Lavis, Simon (2020). Nazi Law as Pure Instrument: Natural Law, (Extra-)Legal Terror, and the Neglect of Ideology. In: Klimaszewska, Anna and Gałędek, Michał eds. Modernisation, National Identity, and Legal Instrumentalism: Studies in Comparative Legal History (Vol. II: Public Law), Volume 36. Brill, pp. 192–216.

Derry, Caroline (2020). Ethel Bright Ashford: more and less than a role model. Women's History Review, 29(4) pp. 615–635.

Lavis, Simon (2019). Nazi Law as Non-law in Academic Discourse. In: Skinner, Stephen ed. Ideology and Criminal Law: Fascist, National Socialist and Authoritarian Regimes. Oxford: Hart Publishing, pp. 59–76.

Howells, Carol (2018). Cyfraith Hywel (The Laws of Hywel Dda), c. 940. In: Rackley, Erika and Auchmuty, Rosemary eds. Women's Legal Landmarks: Celebrating the history of women and law in the UK and Ireland. Hart Publishing.

Derry, Caroline (2018). DPP v Jonathan Cape and Leopold Hill (1928). In: Rackley, Erika and Auchmuty, Rosemary eds. Women's Legal Landmarks: Celebrating 100 Years of Women and Law in the UK and Ireland. Hart Publishing.

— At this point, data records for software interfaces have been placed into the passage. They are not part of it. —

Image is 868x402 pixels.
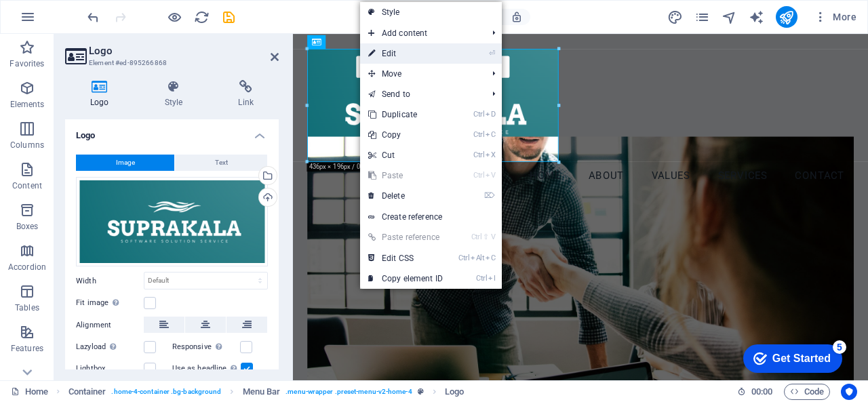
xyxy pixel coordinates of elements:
[790,384,824,400] span: Code
[76,295,144,311] label: Fit image
[485,150,495,159] i: X
[37,15,95,27] div: Get Started
[215,154,228,171] span: Text
[471,232,482,241] i: Ctrl
[213,80,278,108] h4: Link
[360,23,481,44] span: Add content
[76,361,144,377] label: Lightbox
[695,10,710,25] i: Pages (Ctrl+Alt+S)
[491,232,495,241] i: V
[7,7,107,35] div: Get Started 5 items remaining, 0% complete
[194,10,209,25] i: Reload page
[473,131,485,139] i: Ctrl
[65,119,278,144] h4: Logo
[360,64,481,84] span: Move
[458,254,469,263] i: Ctrl
[668,10,683,25] i: Design (Ctrl+Alt+Y)
[76,154,174,171] button: Image
[173,339,240,356] label: Responsive
[15,302,39,314] p: Tables
[193,9,209,25] button: reload
[221,10,236,25] i: Save (Ctrl+S)
[85,10,101,25] i: Undo: Change image (Ctrl+Z)
[360,125,451,145] a: CtrlCCopy
[10,58,44,69] p: Favorites
[695,9,710,25] button: pages
[85,9,101,25] button: undo
[65,80,140,108] h4: Logo
[360,228,451,248] a: Ctrl⇧VPaste reference
[473,110,485,119] i: Ctrl
[140,80,213,108] h4: Style
[485,171,495,180] i: V
[489,49,495,57] i: ⏎
[722,10,738,25] i: Navigator
[16,221,39,232] p: Boxes
[97,2,111,16] div: 5
[360,104,451,125] a: CtrlDDuplicate
[808,6,862,28] button: More
[418,388,424,396] i: This element is a customizable preset
[76,177,268,267] div: Logo6-oESCB97W3iyPqCfePE_Q3Q.PNG
[243,384,281,400] span: Click to select. Double-click to edit
[173,361,241,377] label: Use as headline
[814,10,857,24] span: More
[722,9,738,25] button: navigator
[485,110,495,119] i: D
[445,384,464,400] span: Click to select. Double-click to edit
[111,384,221,400] span: . home-4-container .bg-background
[356,56,378,77] a: Select files from the file manager, stock photos, or upload file(s)
[488,274,495,283] i: I
[749,9,765,25] button: text_generator
[485,131,495,139] i: C
[761,387,763,397] span: :
[471,254,485,263] i: Alt
[749,10,765,25] i: AI Writer
[12,181,42,191] p: Content
[511,11,523,23] i: On resize automatically adjust zoom level to fit chosen device.
[11,343,44,354] p: Features
[360,269,451,289] a: CtrlICopy element ID
[68,384,465,400] nav: breadcrumb
[76,318,144,334] label: Alignment
[473,171,485,180] i: Ctrl
[89,57,251,69] h3: Element #ed-895266868
[485,191,495,200] i: ⌦
[483,232,489,241] i: ⇧
[751,384,773,400] span: 00 00
[776,6,797,28] button: publish
[10,140,44,150] p: Columns
[11,384,49,400] a: Click to cancel selection. Double-click to open Pages
[175,154,267,171] button: Text
[68,384,107,400] span: Click to select. Double-click to edit
[473,150,485,159] i: Ctrl
[476,274,487,283] i: Ctrl
[360,84,481,104] a: Send to
[360,2,502,22] a: Style
[738,384,773,400] h6: Session time
[784,384,830,400] button: Code
[76,278,144,285] label: Width
[360,248,451,269] a: CtrlAltCEdit CSS
[220,9,236,25] button: save
[116,154,135,171] span: Image
[668,9,683,25] button: design
[10,99,45,110] p: Elements
[360,207,502,228] a: Create reference
[485,254,495,263] i: C
[286,384,411,400] span: . menu-wrapper .preset-menu-v2-home-4
[360,166,451,186] a: CtrlVPaste
[779,10,794,25] i: Publish
[360,44,451,64] a: ⏎Edit
[8,262,46,273] p: Accordion
[76,339,144,356] label: Lazyload
[841,384,857,400] button: Usercentrics
[360,186,451,206] a: ⌦Delete
[360,145,451,166] a: CtrlXCut
[166,9,182,25] button: Click here to leave preview mode and continue editing
[89,45,278,57] h2: Logo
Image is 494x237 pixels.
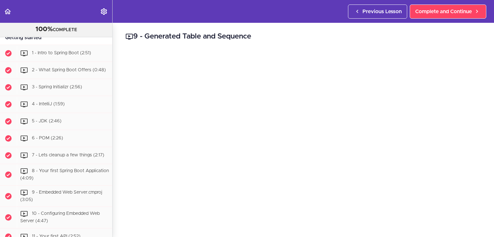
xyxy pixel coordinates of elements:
[4,8,12,15] svg: Back to course curriculum
[32,51,91,55] span: 1 - Intro to Spring Boot (2:51)
[32,136,63,141] span: 6 - POM (2:26)
[35,26,53,33] span: 100%
[363,8,402,15] span: Previous Lesson
[20,212,100,224] span: 10 - Configuring Embedded Web Server (4:47)
[32,119,61,124] span: 5 - JDK (2:46)
[20,190,102,202] span: 9 - Embedded Web Server.cmproj (3:05)
[32,153,104,158] span: 7 - Lets cleanup a few things (2:17)
[8,25,104,34] div: COMPLETE
[32,85,82,89] span: 3 - Spring Initializr (2:56)
[32,68,106,72] span: 2 - What Spring Boot Offers (0:48)
[410,5,487,19] a: Complete and Continue
[348,5,407,19] a: Previous Lesson
[415,8,472,15] span: Complete and Continue
[100,8,108,15] svg: Settings Menu
[20,169,109,181] span: 8 - Your first Spring Boot Application (4:09)
[32,102,65,107] span: 4 - IntelliJ (1:59)
[125,31,481,42] h2: 9 - Generated Table and Sequence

Derry, Caroline (2018). Lesbianism and Feminist Legislation in 1921: the Age of Consent and 'Gross Indecency between Women'. History Workshop Journal, 86 pp. 245–267.

Derry, Caroline (2018). Ashford, Ethel Bright (1883–1980). Oxford University Press.

Derry, Caroline (2018). Clapham, Olive Catherine [married name Miles] (1898–1973). Oxford University Press.

Derry, Caroline (2018). Cobb, Monica Mary Geikie (1891–1946). Oxford University Press.

Derry, Caroline (2017). ‘Female Husbands’, Community and Courts in the Eighteenth Century. Journal of Legal History, 38(1) pp. 54–79.

Ajevski, Marjan (2016). Post-national (international) law at the end of history. International Politics Reviews, 4(2) pp. 45–54.

Verma, Shraddha and Gray, Sid J. (2009). The development of company law in India: The case of the Companies Act 1956. Critical Perspectives on Accounting, 20(1) pp. 110–135.